For We own the Night, Joaquin Phoenix says, "I'm fascinated by human behaviour and the dynamics between people and in that film between family. So I quite liked the idea of this family, these two brothers that have completely different lives, then circumstances kind of force them together." While in Reservation Road, "it's great seeing that one event affects so many people in different ways, which I thought was really fascinating."

Often defined as a perfectionist to the extreme by his fellow actors and directors who have worked with him, Joaquin Phoenix says he lacks the arrogance to know when he has mastered the perfect take. "I think the moment you think that you're completely f**ked. I've had that experience maybe once or twice and it's the worse feeling in the world, because you don't know. At best what you may have is a feeling of being connected in a moment."

Joaquin Phoenix is about to re-team for the third time with his We own the Night director James Gray, making him one of the few directors who enjoys the scrutinise collaboration with the actor. "Usually they never want to work with me," he says laughingly. "I just think he's desperate, but what I love about James is his fascination with human characteristics that are sometimes less than favourable." he next film is a different piece for both of them, a romantic drama called Two Lovers, opposite Gwyneth Paltrow, about which he offers very little. "We hope it'll be interesting." As dissatisfied as Joaquin Phoenix sometimes feels about the work he does and the process that leads him there, ask him if he would ever seriously give it up, and in between more cigarette puffs, he concedes "I don't know. I mean it's something that's been such a part of my life for so long, since I was eight years old, so I'm not really sure." But what hasn't changed over the years is his attitude towards the press, "because it's tough to talk about yourself and what you do."


We Own the Night

Starring: Joaquin Phoenix, Mark Wahlberg, Eva Mendes, Robert Duvall
Director: James Gray
Screenwriter: James Gray
Producer: Mark Wahlberg, Joaquin Phoenix, Nick Wechsler, Marc Butan
Composer: Wojciech Kilar
Genre: Dramas

Director James Gray (THE YARDS) posits two distinctly different brothers--Joseph (Mark Wahlberg) and Bobby Grusinsky (Joaquin Phoenix)--as the central characters in this crime-infested thriller. Joseph and Bobby inhabit two conflicting worlds in late 1980s New York, the former becoming a cop and the latter running a nightclub.
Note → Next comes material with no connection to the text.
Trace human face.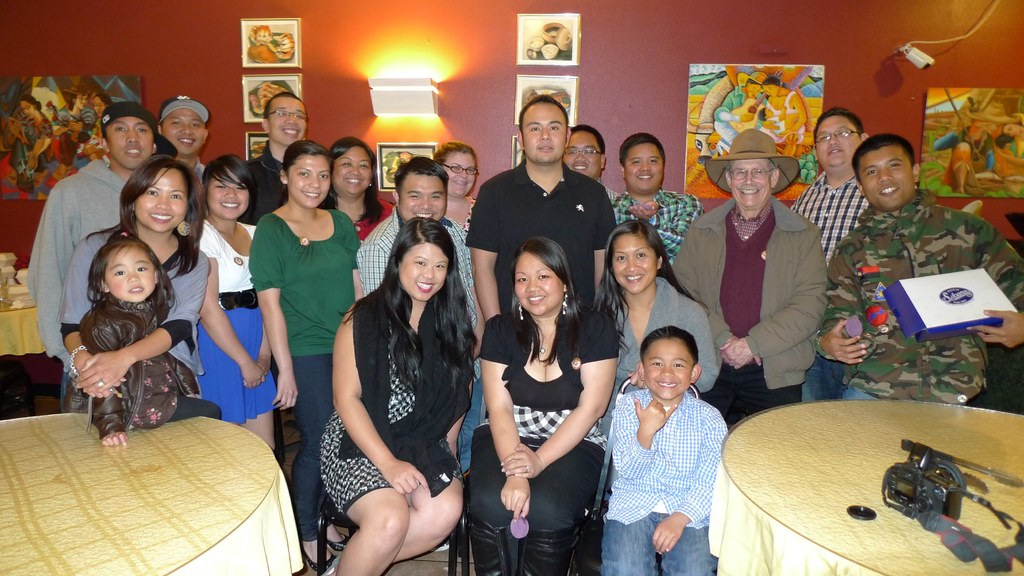
Traced to x1=625 y1=145 x2=664 y2=194.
Bobby spends his evenings in a den of iniquity, indulging in drugs, alcohol, and gambling, and his model-like girlfriend Amada (Eva Mendes) is never far from his arm. Their two worlds meet when the father of the two men, Burt (Robert Duvall), who is also a cop, gets together with Joseph to ask Bobby for information about a patron of the club named Vadim (Alex Veadov). Vadim is the nephew of the club's owner, and also a dangerous member of the Russian criminal underworld. Bobby sides with Vadim, and the tension in Gray's brother-versus-brother potboiler reaches melting point as Joseph goes after both his sibling and his Russian foe.

Wahlberg, Phoenix, and Duvall all deliver high-caliber performances throughout, and Gray suffuses the plot with enough twists and turns to provide a few surprises. New York City is perfectly utilized as a backdrop to the action, and cinematographer Joaquin Baca-Asay manages to get the balance between moody, atmospheric shots and explosive action sequences just right. WE OWN THE NIGHT ultimately resembles an old-fashioned cop film with a little Scorsese-like drama thrown in for good measure, and is likely to gain a following among movie fans seeking retro crime thrills.